These people who try to help! Their college settlements, missions, charities, and what not, are failures. In the nature of things they cannot but be failures. They are wrongly, though sincerely, conceived. They approach life through a misunderstanding of life, these good folk. They do not understand the West End, yet they come down to the East End as teachers and savants. They do not understand the simple sociology of Christ, yet they come to the miserable and the despised with the pomp of social redeemers. They have worked faithfully, but beyond relieving an infinitesimal fraction of misery and collecting a certain amount of data which might otherwise have been more scientifically and less expensively collected, they have achieved nothing.
As some one has said, they do everything for the poor except get off their backs. The very money they dribble out in their child’s schemes has been wrung from the poor. They come from a race of successful and predatory bipeds who stand between the worker and his wages, and they try to tell the worker what he shall do with the pitiful balance left to him. Of what use, in the name of God, is it to establish nurseries for women workers, in which, for instance, a child is taken while the mother makes violets in Islington at three farthings a gross, when more children and violet-makers than they can cope with are being born right along? This violet-maker handles each flower four times, 576 handlings for three farthings, and in the day she handles the flowers 6912 times for a wage of ninepence. She is being robbed. Somebody is on her back, and a yearning for the Beautiful and True and Good will not lighten her burden. They do nothing for her, these dabblers; and what they do not do for the mother, undoes at night, when the child comes home, all that they have done for the child in the day.
And one and all, they join in teaching a fundamental lie. They do not know it is a lie, but their ignorance does not make it more of a truth. And the lie they preach is “thrift.” An instant will demonstrate it. In overcrowded London, the struggle for a chance to work is keen, and because of this struggle wages sink to the lowest means of subsistence. To be thrifty means for a worker to spend less than his income—in other words, to live on less. This is equivalent to a lowering of the standard of living. In the competition for a chance to work, the man with a lower standard of living will underbid the man with a higher standard. And a small group of such thrifty workers in any overcrowded industry will permanently lower the wages of that industry. And the thrifty ones will no longer be thrifty, for their income will have been reduced till it balances their expenditure.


### What is expected
Gather every line below where "labels" appears.

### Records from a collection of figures
┌──

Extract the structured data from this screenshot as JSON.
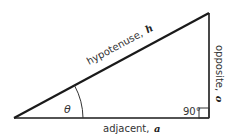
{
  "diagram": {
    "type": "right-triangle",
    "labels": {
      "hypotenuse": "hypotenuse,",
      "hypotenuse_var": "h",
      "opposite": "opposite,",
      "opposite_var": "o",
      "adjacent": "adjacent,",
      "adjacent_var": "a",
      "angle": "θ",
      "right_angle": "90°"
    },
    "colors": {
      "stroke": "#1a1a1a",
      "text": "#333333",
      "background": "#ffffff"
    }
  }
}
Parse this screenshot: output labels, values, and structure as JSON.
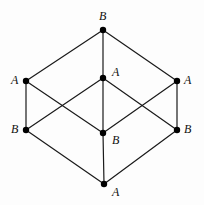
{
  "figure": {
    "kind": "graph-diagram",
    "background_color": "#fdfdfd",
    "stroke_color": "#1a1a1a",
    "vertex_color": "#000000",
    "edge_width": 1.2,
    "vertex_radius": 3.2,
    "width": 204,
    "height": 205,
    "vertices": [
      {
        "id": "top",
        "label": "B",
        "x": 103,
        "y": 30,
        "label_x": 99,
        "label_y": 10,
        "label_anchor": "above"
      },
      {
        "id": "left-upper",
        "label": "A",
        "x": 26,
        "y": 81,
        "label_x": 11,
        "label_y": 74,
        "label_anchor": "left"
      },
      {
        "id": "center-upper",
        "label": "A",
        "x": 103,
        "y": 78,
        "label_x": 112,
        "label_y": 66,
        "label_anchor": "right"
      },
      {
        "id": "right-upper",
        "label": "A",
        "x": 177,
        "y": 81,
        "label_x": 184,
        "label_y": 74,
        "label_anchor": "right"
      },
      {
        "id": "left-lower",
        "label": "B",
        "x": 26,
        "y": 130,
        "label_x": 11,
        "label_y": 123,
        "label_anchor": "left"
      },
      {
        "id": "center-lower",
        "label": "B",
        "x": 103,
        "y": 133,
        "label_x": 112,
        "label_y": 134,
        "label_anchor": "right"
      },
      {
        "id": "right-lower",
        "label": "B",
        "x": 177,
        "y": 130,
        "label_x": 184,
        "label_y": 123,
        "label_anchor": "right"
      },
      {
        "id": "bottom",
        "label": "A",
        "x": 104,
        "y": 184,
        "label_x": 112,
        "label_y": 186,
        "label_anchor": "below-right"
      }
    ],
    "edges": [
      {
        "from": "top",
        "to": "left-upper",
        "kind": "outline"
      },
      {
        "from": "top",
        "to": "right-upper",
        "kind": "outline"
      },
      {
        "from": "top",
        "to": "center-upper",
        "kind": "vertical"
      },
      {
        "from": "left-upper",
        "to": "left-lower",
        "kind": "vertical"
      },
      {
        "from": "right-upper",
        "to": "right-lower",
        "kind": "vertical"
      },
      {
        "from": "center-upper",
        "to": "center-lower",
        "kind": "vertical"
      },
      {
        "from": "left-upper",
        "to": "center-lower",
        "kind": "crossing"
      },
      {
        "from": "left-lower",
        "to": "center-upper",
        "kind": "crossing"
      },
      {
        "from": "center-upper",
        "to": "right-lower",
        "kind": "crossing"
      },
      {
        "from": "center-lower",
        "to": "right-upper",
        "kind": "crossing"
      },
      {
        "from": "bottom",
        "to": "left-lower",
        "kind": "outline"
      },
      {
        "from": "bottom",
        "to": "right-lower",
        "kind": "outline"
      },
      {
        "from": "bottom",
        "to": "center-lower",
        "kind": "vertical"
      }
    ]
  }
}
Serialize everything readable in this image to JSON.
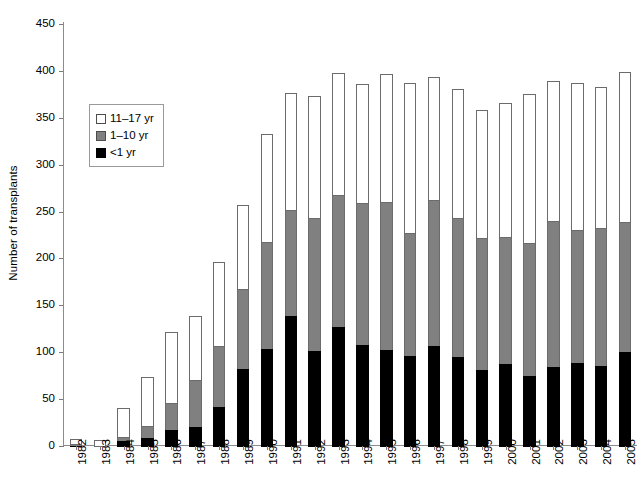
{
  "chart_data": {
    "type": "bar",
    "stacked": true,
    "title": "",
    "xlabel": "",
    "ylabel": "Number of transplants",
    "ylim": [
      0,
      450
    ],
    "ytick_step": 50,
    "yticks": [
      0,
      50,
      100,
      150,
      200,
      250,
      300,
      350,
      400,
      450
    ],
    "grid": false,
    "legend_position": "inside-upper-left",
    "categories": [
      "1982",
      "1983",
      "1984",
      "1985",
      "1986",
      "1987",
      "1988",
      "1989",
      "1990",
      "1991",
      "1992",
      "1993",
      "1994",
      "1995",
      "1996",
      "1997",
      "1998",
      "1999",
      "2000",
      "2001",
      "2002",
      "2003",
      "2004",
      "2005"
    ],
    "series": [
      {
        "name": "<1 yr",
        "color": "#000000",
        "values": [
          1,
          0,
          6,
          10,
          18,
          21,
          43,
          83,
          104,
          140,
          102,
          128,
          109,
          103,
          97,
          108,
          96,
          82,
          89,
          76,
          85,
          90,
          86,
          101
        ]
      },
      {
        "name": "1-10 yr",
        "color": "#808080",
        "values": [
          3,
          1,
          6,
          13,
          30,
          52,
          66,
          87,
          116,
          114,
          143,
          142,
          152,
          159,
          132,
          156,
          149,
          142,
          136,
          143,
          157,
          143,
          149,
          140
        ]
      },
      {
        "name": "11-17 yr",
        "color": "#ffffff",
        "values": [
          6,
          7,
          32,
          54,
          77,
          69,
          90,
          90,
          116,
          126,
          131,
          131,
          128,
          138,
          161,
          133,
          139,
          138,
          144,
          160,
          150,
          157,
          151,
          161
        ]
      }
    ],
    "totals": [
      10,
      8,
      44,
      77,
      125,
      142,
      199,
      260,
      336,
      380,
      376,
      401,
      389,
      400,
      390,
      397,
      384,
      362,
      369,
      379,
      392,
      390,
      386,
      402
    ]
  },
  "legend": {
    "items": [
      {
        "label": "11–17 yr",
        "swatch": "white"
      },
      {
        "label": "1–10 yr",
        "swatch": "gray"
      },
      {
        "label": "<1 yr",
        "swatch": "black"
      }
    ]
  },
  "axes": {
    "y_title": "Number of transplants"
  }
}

└──

### Reply
    "labels": {
Parse this screenshot: output labels, values, and structure as JSON.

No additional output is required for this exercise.